Green Day: No-go to Wal-Mart policy on edited CDs
NEW YORK -- Green Day has the most popular CD in the country, but you won't be able to find it at your local Wal-Mart.
The band says the giant superstore chain refused to stock its latest CD, "21st Century Breakdown," because Wal-Mart wanted the album edited for language and content, and they refused.
"Wal-Mart's become the biggest retail outlet in the country, but they won't carry our record because they wanted us to censor it," frontman Billie Joe Armstrong said in a recent interview.
While Wal-Mart sells CDs from acts known for raunchy content, including Eminem's latest, they offer customers the "clean" version of those CDs, which are edited for content that may be objectionable. But in Armstrong's view, "There's nothing dirty about our record."
"They want artists to censor their records in order to be carried in there," he said. "We just said no. We've never done it before. You feel like you're in 1953 or something."
21st Century Breakdown contains curses and some references considered adult.
Wal-Mart said that it's the company's long-standing policy not to stock any CD with a parental advisory sticker.
"As with all music, it is up to the artist or label to decide if they want to market different variations of an album to sell, including a version that would remove a PA rating," Wal-Mart spokeswoman Melissa O'Brien said. "The label and artist in this case have decided not to do so, so we unfortunately can not offer the CD."
But guitarist Mike Dirnt said: "As the biggest record store in the America, they should probably have an obligation to sell people the correct art."
Not being sold at Wal-Mart didn't stop the band — which kicks off a U.S. tour summer tour in Seattle on July 3 — from landing at the top of the album charts this week. 21st Century Breakdown sold about 215,000 copies since it's debut on Friday.
The album is the follow-up to their multiplatinum, Grammy-winning CD American Idiot, and like that album, deals with weighty topics. While American Idiot spoke to the frustration over the presidency of George W. Bush and the Iraq War, this CD speaks to the loss of innocence and confusion in today's society.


### [EXERCISE DESCRIPTION]
What follows is a set of records. Retype them exactly, leaving out the pictures.

Items from a figure collection
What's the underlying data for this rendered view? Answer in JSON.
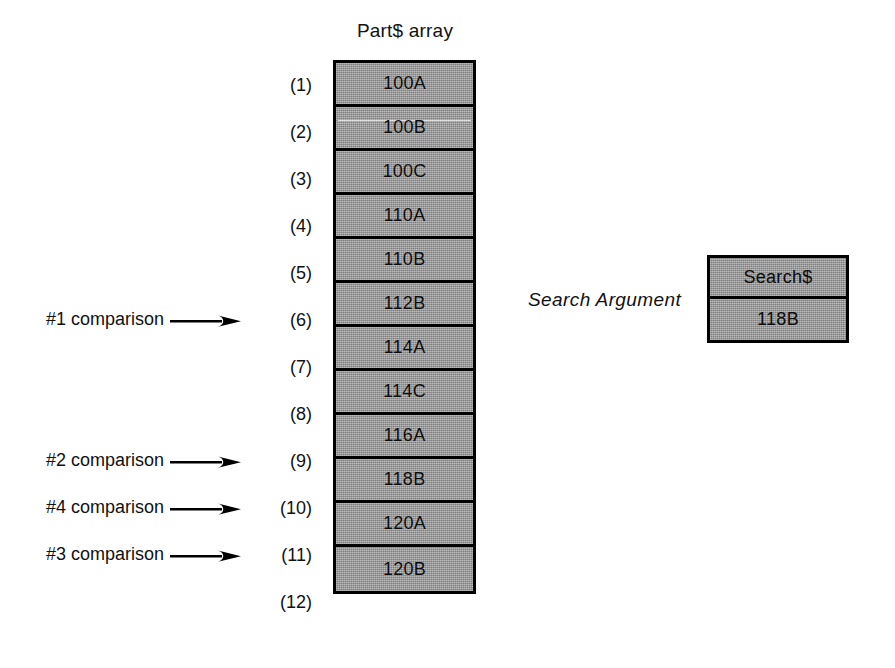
{
  "diagram": {
    "array": {
      "title": "Part$ array",
      "cells": [
        {
          "index": "(1)",
          "value": "100A"
        },
        {
          "index": "(2)",
          "value": "100B"
        },
        {
          "index": "(3)",
          "value": "100C"
        },
        {
          "index": "(4)",
          "value": "110A"
        },
        {
          "index": "(5)",
          "value": "110B"
        },
        {
          "index": "(6)",
          "value": "112B"
        },
        {
          "index": "(7)",
          "value": "114A"
        },
        {
          "index": "(8)",
          "value": "114C"
        },
        {
          "index": "(9)",
          "value": "116A"
        },
        {
          "index": "(10)",
          "value": "118B"
        },
        {
          "index": "(11)",
          "value": "120A"
        },
        {
          "index": "(12)",
          "value": "120B"
        }
      ]
    },
    "annotations": [
      {
        "label": "#1 comparison",
        "target_index": "(6)",
        "icon": "right-arrow-icon"
      },
      {
        "label": "#2 comparison",
        "target_index": "(9)",
        "icon": "right-arrow-icon"
      },
      {
        "label": "#4 comparison",
        "target_index": "(10)",
        "icon": "right-arrow-icon"
      },
      {
        "label": "#3 comparison",
        "target_index": "(11)",
        "icon": "right-arrow-icon"
      }
    ],
    "search_argument": {
      "label": "Search Argument",
      "variable_name": "Search$",
      "value": "118B"
    },
    "colors": {
      "cell_fill": "#9b9b9b",
      "border": "#000000",
      "text": "#111111",
      "background": "#ffffff"
    }
  }
}
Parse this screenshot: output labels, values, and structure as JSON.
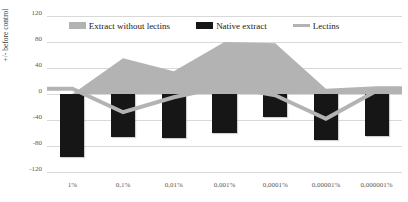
{
  "chart_data": {
    "type": "bar",
    "title": "",
    "xlabel": "",
    "ylabel": "+/- before control",
    "categories": [
      "1%",
      "0,1%",
      "0,01%",
      "0,001%",
      "0,0001%",
      "0,00001%",
      "0,000001%"
    ],
    "ylim": [
      -120,
      120
    ],
    "yticks": [
      120,
      80,
      40,
      0,
      -40,
      -80,
      -120
    ],
    "grid": true,
    "legend_position": "top",
    "series": [
      {
        "name": "Extract without lectins",
        "type": "area",
        "color": "#b3b3b3",
        "values": [
          0,
          55,
          35,
          80,
          78,
          8,
          12
        ]
      },
      {
        "name": "Native extract",
        "type": "bar",
        "color": "#161616",
        "values": [
          -97,
          -66,
          -68,
          -60,
          -35,
          -71,
          -65
        ]
      },
      {
        "name": "Lectins",
        "type": "line",
        "color": "#b3b3b3",
        "values": [
          8,
          -28,
          -5,
          12,
          -2,
          -38,
          5
        ]
      }
    ]
  },
  "axis": {
    "y_title": "+/- before control",
    "y_labels": [
      "120",
      "80",
      "40",
      "0",
      "-40",
      "-80",
      "-120"
    ],
    "x_labels": [
      "1%",
      "0,1%",
      "0,01%",
      "0,001%",
      "0,0001%",
      "0,00001%",
      "0,000001%"
    ]
  },
  "legend": {
    "items": [
      {
        "label": "Extract without lectins",
        "color": "#b3b3b3",
        "marker": "area-swatch"
      },
      {
        "label": "Native extract",
        "color": "#161616",
        "marker": "bar-swatch"
      },
      {
        "label": "Lectins",
        "color": "#b3b3b3",
        "marker": "line-swatch"
      }
    ]
  },
  "colors": {
    "area": "#b3b3b3",
    "bar": "#161616",
    "line": "#b3b3b3",
    "grid": "#d9d9d9",
    "text": "#5a5a5a",
    "background": "#ffffff"
  }
}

### [WRITTEN ANSWER]
What's the underlying data for this rendered view? Answer in JSON.
{
  "diagram": {
    "array": {
      "title": "Part$ array",
      "cells": [
        {
          "index": "(1)",
          "value": "100A"
        },
        {
          "index": "(2)",
          "value": "100B"
        },
        {
          "index": "(3)",
          "value": "100C"
        },
        {
          "index": "(4)",
          "value": "110A"
        },
        {
          "index": "(5)",
          "value": "110B"
        },
        {
          "index": "(6)",
          "value": "112B"
        },
        {
          "index": "(7)",
          "value": "114A"
        },
        {
          "index": "(8)",
          "value": "114C"
        },
        {
          "index": "(9)",
          "value": "116A"
        },
        {
          "index": "(10)",
          "value": "118B"
        },
        {
          "index": "(11)",
          "value": "120A"
        },
        {
          "index": "(12)",
          "value": "120B"
        }
      ]
    },
    "annotations": [
      {
        "label": "#1 comparison",
        "target_index": "(6)",
        "icon": "right-arrow-icon"
      },
      {
        "label": "#2 comparison",
        "target_index": "(9)",
        "icon": "right-arrow-icon"
      },
      {
        "label": "#4 comparison",
        "target_index": "(10)",
        "icon": "right-arrow-icon"
      },
      {
        "label": "#3 comparison",
        "target_index": "(11)",
        "icon": "right-arrow-icon"
      }
    ],
    "search_argument": {
      "label": "Search Argument",
      "variable_name": "Search$",
      "value": "118B"
    },
    "colors": {
      "cell_fill": "#9b9b9b",
      "border": "#000000",
      "text": "#111111",
      "background": "#ffffff"
    }
  }
}
Parse this screenshot: output labels, values, and structure as JSON.
{
  "chart_data": {
    "type": "bar",
    "title": "",
    "xlabel": "",
    "ylabel": "+/- before control",
    "categories": [
      "1%",
      "0,1%",
      "0,01%",
      "0,001%",
      "0,0001%",
      "0,00001%",
      "0,000001%"
    ],
    "ylim": [
      -120,
      120
    ],
    "yticks": [
      120,
      80,
      40,
      0,
      -40,
      -80,
      -120
    ],
    "grid": true,
    "legend_position": "top",
    "series": [
      {
        "name": "Extract without lectins",
        "type": "area",
        "color": "#b3b3b3",
        "values": [
          0,
          55,
          35,
          80,
          78,
          8,
          12
        ]
      },
      {
        "name": "Native extract",
        "type": "bar",
        "color": "#161616",
        "values": [
          -97,
          -66,
          -68,
          -60,
          -35,
          -71,
          -65
        ]
      },
      {
        "name": "Lectins",
        "type": "line",
        "color": "#b3b3b3",
        "values": [
          8,
          -28,
          -5,
          12,
          -2,
          -38,
          5
        ]
      }
    ]
  },
  "axis": {
    "y_title": "+/- before control",
    "y_labels": [
      "120",
      "80",
      "40",
      "0",
      "-40",
      "-80",
      "-120"
    ],
    "x_labels": [
      "1%",
      "0,1%",
      "0,01%",
      "0,001%",
      "0,0001%",
      "0,00001%",
      "0,000001%"
    ]
  },
  "legend": {
    "items": [
      {
        "label": "Extract without lectins",
        "color": "#b3b3b3",
        "marker": "area-swatch"
      },
      {
        "label": "Native extract",
        "color": "#161616",
        "marker": "bar-swatch"
      },
      {
        "label": "Lectins",
        "color": "#b3b3b3",
        "marker": "line-swatch"
      }
    ]
  },
  "colors": {
    "area": "#b3b3b3",
    "bar": "#161616",
    "line": "#b3b3b3",
    "grid": "#d9d9d9",
    "text": "#5a5a5a",
    "background": "#ffffff"
  }
}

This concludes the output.